Size certainly mattered to AMP Property Trust executive manager Rob Lang when he spoke at one of the world's largest real estate conferences last year.
European, American, Australian and Asian property fund chiefs gathered for the UBS Global Real Estate Conference in London in December.
There, Lang sat beside Richard Kincaid, head of Equities Office Properties Trust, the largest listed office block owner and manager in the US with 620 properties in 16 states.
"The theme of the conference was 'bigger is better' and obviously the AMP trust is a minnow on a global scale," said Lang, who met chiefs from the £6.2 billion ($16 billion) British landlord Liberty International, European real estate giant Klepierre and the US$13.9 billion ($20 billion) Brookfield Properties from the US.
"Yet I realised as they spoke that these people were small fish in a large pond," Lang said.
"The [AMP] trust is actually a big fish in a small pond, which has its advantages."
As New Zealand's largest office landlord, the AMP trust benefits from its influence on the market, the scale of its holdings and its ability to spot trends and move with them.
Tim Wheeler, chief executive of British industrial and warehouse landlord Brixton, said that large US real estate investment trusts outperformed their smaller equivalents consistently.
Of the 35 property trusts in the US worth US$5 billion, only five were diversified or mixed office and industrial.
Of the 16 British trusts worth US$10 billion, only one was not specialised.
The bigger the fish - and the more specialised that beast is - the more successful, it seems.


REQUIREMENT: Among the entries below, retype exactly the lines starting with the one with "is (1213, 615)." and going on through the one with "Image resolution: width=580", but not the pictures.
### PROVIDED ENTRIES
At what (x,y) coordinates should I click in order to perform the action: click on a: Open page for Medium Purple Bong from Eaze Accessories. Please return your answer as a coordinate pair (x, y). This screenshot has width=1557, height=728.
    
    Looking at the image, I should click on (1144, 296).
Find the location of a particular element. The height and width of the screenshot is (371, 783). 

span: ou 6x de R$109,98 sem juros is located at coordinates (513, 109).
######
### PROVIDED ENTRIES
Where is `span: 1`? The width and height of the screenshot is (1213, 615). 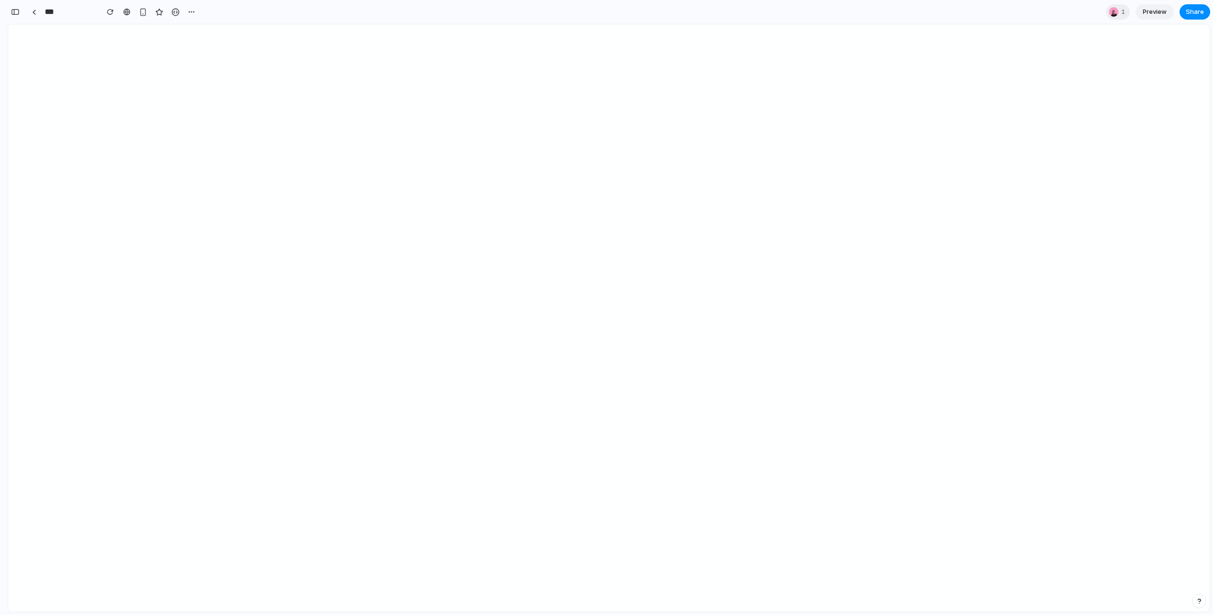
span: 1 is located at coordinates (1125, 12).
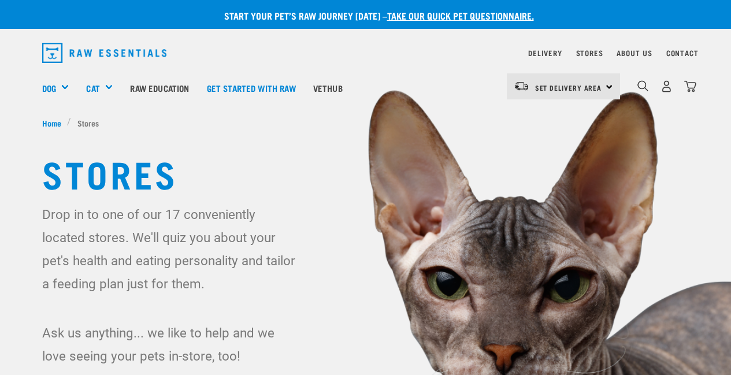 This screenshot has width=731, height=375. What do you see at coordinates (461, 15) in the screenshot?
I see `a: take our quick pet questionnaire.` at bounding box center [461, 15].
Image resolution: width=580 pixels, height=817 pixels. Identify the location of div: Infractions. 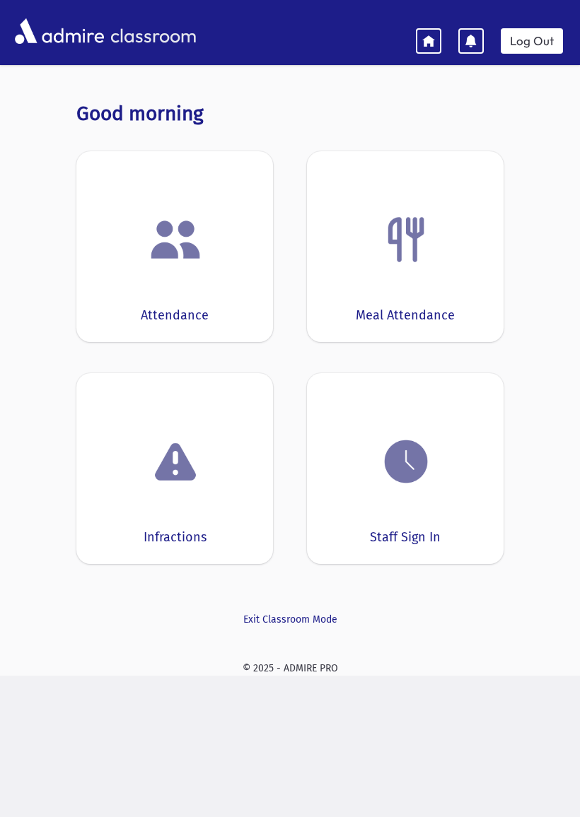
######
PROBLEM SOLUTION:
Where is `span: 1`? The width and height of the screenshot is (1213, 615). 
span: 1 is located at coordinates (1125, 12).
 This screenshot has width=731, height=375. What do you see at coordinates (461, 15) in the screenshot?
I see `a: take our quick pet questionnaire.` at bounding box center [461, 15].
Image resolution: width=580 pixels, height=817 pixels. Identify the location of div: Infractions. 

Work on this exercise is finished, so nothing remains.